Mr. Fort's Record of Strange Happenings
In our view of the universe we accept the conclusions of science as unreservedly as our medieval ancestors accepted the pronouncements of the Church. True, we would not burn a man for denying the law of gravitation or insisting the earth is flat, but we would certainly set him down as crazy; and this is apt to prove quite as effective a punishment.
Now, Mr. Fort is not in the least afraid of being adjudged crazy or being subjected to any other penalty for challenging the prevalent conception of the "immutable" laws of nature. He assembles large masses of outlandish, unreasonable, impossible phenomena that have appeared in different parts of the globe and hurls them at the devoted head of dogmatic science. Mr. Fort's phenomena are absolutely damned by every canon of orthodox theory; they cannot be explained in the light of any current conception of the universe. They are a strange and motley crew, this assemblage of the damned; mysterious bodies observed in the sky by sailors at sea, unrecognized footprints discovered in the snow by Devonshire peasants, blood and stones unaccountably falling out of the air and recorded in sober scientific journals.
Out of his host of damned occurrences the author evolves an iconoclastic metaphysical system. He labels this system intermediatism. All phenomena merge imperceptibly into one another. No single fact can be proved, no single fact can be defined, no single fact can be separated from its context. All things are part of an unending chain of the universe that cannot be broken into component parts. Mr. Fort attacks conventional theories with the keen logic of an Athenian sophist. Take, for example, the following reductio ad absurdum, which he employs in analyzing Darwinism:
The fittest survive.
What is meant by the fittest?
Not the strongest; not the cleverest—
Weakness and stupidity everywhere survive.
There is no way of determining fitness except in that a thing does survive.
'Fitness,' then, is only another name for 'survival.'
Darwinism: "That survivors survive.
Merely as a record of amazing events "The Book of the Damned" makes fascinating reading. No imaginative fiction writer could conjure up stranger visions than Mr. Fort creates in his collection of mysterious happenings all over the world calculated to confuse any Horatio and his philosophy. In the Middle Ages science disposed of disturbing facts by declaring that they did not exist and showing that Aristotle had no record of them. Mr. Fort's phenomena cannot be disposed of so easily. Unless his book is smothered by a conspiracy of silence it should provoke an extremely lively series of scientific controversies.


# Problem details
Here are some entries. Print them exactly as they are.

# Source data

::::

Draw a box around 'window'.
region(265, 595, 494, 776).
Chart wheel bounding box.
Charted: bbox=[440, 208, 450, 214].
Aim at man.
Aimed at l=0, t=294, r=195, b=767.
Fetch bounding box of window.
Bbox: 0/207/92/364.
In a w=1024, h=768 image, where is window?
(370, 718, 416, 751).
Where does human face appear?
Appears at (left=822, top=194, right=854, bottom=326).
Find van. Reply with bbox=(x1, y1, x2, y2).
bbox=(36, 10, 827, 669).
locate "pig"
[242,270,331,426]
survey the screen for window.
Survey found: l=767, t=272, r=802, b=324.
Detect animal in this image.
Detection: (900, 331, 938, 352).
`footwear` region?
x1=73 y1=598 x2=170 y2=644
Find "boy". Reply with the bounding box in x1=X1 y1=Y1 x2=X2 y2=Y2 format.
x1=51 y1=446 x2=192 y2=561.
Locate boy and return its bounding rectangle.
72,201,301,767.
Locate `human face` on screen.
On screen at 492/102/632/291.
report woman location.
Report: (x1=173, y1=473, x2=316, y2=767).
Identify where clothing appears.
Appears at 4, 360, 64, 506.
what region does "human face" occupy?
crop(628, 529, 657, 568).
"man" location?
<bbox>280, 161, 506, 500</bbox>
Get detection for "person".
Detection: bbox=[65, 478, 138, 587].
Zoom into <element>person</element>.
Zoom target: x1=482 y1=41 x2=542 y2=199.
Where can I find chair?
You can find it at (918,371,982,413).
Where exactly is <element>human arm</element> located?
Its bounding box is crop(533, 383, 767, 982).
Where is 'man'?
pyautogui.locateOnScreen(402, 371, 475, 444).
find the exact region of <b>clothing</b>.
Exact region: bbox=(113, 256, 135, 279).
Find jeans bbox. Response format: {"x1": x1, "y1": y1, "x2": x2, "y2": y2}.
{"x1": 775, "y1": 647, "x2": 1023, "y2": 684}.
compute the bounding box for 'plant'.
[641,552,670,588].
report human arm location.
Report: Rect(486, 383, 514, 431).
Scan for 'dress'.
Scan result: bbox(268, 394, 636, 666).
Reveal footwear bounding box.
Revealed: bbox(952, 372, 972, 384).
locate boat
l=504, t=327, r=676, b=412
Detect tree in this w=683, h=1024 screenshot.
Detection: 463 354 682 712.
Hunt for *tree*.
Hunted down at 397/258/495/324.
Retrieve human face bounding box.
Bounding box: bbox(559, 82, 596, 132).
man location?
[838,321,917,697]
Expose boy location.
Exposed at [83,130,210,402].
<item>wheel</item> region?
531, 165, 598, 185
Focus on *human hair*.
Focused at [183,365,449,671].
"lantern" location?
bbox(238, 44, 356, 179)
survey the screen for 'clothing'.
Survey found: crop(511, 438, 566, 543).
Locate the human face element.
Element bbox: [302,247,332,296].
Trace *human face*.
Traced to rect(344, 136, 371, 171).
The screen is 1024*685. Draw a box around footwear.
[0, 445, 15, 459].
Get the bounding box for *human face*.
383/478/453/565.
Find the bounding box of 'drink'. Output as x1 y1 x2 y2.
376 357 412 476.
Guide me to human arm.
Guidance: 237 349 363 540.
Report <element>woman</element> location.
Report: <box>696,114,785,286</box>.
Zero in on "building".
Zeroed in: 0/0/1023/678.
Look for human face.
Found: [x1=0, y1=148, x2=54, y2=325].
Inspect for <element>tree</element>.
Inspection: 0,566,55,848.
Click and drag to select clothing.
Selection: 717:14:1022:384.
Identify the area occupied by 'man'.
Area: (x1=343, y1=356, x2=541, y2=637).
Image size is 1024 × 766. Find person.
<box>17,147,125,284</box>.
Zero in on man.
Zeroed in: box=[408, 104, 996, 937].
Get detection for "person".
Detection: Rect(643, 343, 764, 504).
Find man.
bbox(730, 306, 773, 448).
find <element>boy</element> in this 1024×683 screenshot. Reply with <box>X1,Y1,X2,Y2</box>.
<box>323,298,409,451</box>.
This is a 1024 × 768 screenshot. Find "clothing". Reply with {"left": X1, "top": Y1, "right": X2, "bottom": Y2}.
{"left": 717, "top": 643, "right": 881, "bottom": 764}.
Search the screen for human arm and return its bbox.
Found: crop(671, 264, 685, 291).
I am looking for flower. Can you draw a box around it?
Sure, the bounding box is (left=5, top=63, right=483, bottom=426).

::::

# Solved problem
Draw a box around 'window'.
region(265, 595, 494, 776).
Chart wheel bounding box.
Charted: bbox=[440, 208, 450, 214].
Aim at man.
Aimed at l=0, t=294, r=195, b=767.
Fetch bounding box of window.
Bbox: 0/207/92/364.
In a w=1024, h=768 image, where is window?
(370, 718, 416, 751).
Where does human face appear?
Appears at (left=822, top=194, right=854, bottom=326).
Find van. Reply with bbox=(x1, y1, x2, y2).
bbox=(36, 10, 827, 669).
locate "pig"
[242,270,331,426]
survey the screen for window.
Survey found: l=767, t=272, r=802, b=324.
Detect animal in this image.
Detection: (900, 331, 938, 352).
`footwear` region?
x1=73 y1=598 x2=170 y2=644
Find "boy". Reply with the bounding box in x1=X1 y1=Y1 x2=X2 y2=Y2 format.
x1=51 y1=446 x2=192 y2=561.
Locate boy and return its bounding rectangle.
72,201,301,767.
Locate `human face` on screen.
On screen at 492/102/632/291.
report woman location.
Report: (x1=173, y1=473, x2=316, y2=767).
Identify where clothing appears.
Appears at 4, 360, 64, 506.
what region does "human face" occupy?
crop(628, 529, 657, 568).
"man" location?
<bbox>280, 161, 506, 500</bbox>
Get detection for "person".
Detection: bbox=[65, 478, 138, 587].
Zoom into <element>person</element>.
Zoom target: x1=482 y1=41 x2=542 y2=199.
Where can I find chair?
You can find it at (918,371,982,413).
Where exactly is <element>human arm</element> located?
Its bounding box is crop(533, 383, 767, 982).
Where is 'man'?
pyautogui.locateOnScreen(402, 371, 475, 444).
find the exact region of <b>clothing</b>.
Exact region: bbox=(113, 256, 135, 279).
Find jeans bbox. Response format: {"x1": x1, "y1": y1, "x2": x2, "y2": y2}.
{"x1": 775, "y1": 647, "x2": 1023, "y2": 684}.
compute the bounding box for 'plant'.
[641,552,670,588].
report human arm location.
Report: Rect(486, 383, 514, 431).
Scan for 'dress'.
Scan result: bbox(268, 394, 636, 666).
Reveal footwear bounding box.
Revealed: bbox(952, 372, 972, 384).
locate boat
l=504, t=327, r=676, b=412
Detect tree in this w=683, h=1024 screenshot.
Detection: 463 354 682 712.
Hunt for *tree*.
Hunted down at 397/258/495/324.
Retrieve human face bounding box.
Bounding box: bbox(559, 82, 596, 132).
man location?
[838,321,917,697]
Expose boy location.
Exposed at [83,130,210,402].
<item>wheel</item> region?
531, 165, 598, 185
Focus on *human hair*.
Focused at [183,365,449,671].
"lantern" location?
bbox(238, 44, 356, 179)
survey the screen for 'clothing'.
Survey found: crop(511, 438, 566, 543).
Locate the human face element.
Element bbox: [302,247,332,296].
Trace *human face*.
Traced to rect(344, 136, 371, 171).
The screen is 1024*685. Draw a box around footwear.
[0, 445, 15, 459].
Get the bounding box for *human face*.
383/478/453/565.
Find the bounding box of 'drink'. Output as x1 y1 x2 y2.
376 357 412 476.
Guide me to human arm.
Guidance: 237 349 363 540.
Report <element>woman</element> location.
Report: <box>696,114,785,286</box>.
Zero in on "building".
Zeroed in: 0/0/1023/678.
Look for human face.
Found: [x1=0, y1=148, x2=54, y2=325].
Inspect for <element>tree</element>.
Inspection: 0,566,55,848.
Click and drag to select clothing.
Selection: 717:14:1022:384.
Identify the area occupied by 'man'.
Area: (x1=343, y1=356, x2=541, y2=637).
Image size is 1024 × 766. Find person.
<box>17,147,125,284</box>.
Zero in on man.
Zeroed in: box=[408, 104, 996, 937].
Get detection for "person".
Detection: Rect(643, 343, 764, 504).
Find man.
bbox(730, 306, 773, 448).
find <element>boy</element> in this 1024×683 screenshot. Reply with <box>X1,Y1,X2,Y2</box>.
<box>323,298,409,451</box>.
This is a 1024 × 768 screenshot. Find "clothing". Reply with {"left": X1, "top": Y1, "right": X2, "bottom": Y2}.
{"left": 717, "top": 643, "right": 881, "bottom": 764}.
Search the screen for human arm and return its bbox.
Found: crop(671, 264, 685, 291).
I am looking for flower. Can you draw a box around it?
Sure, the bounding box is (left=5, top=63, right=483, bottom=426).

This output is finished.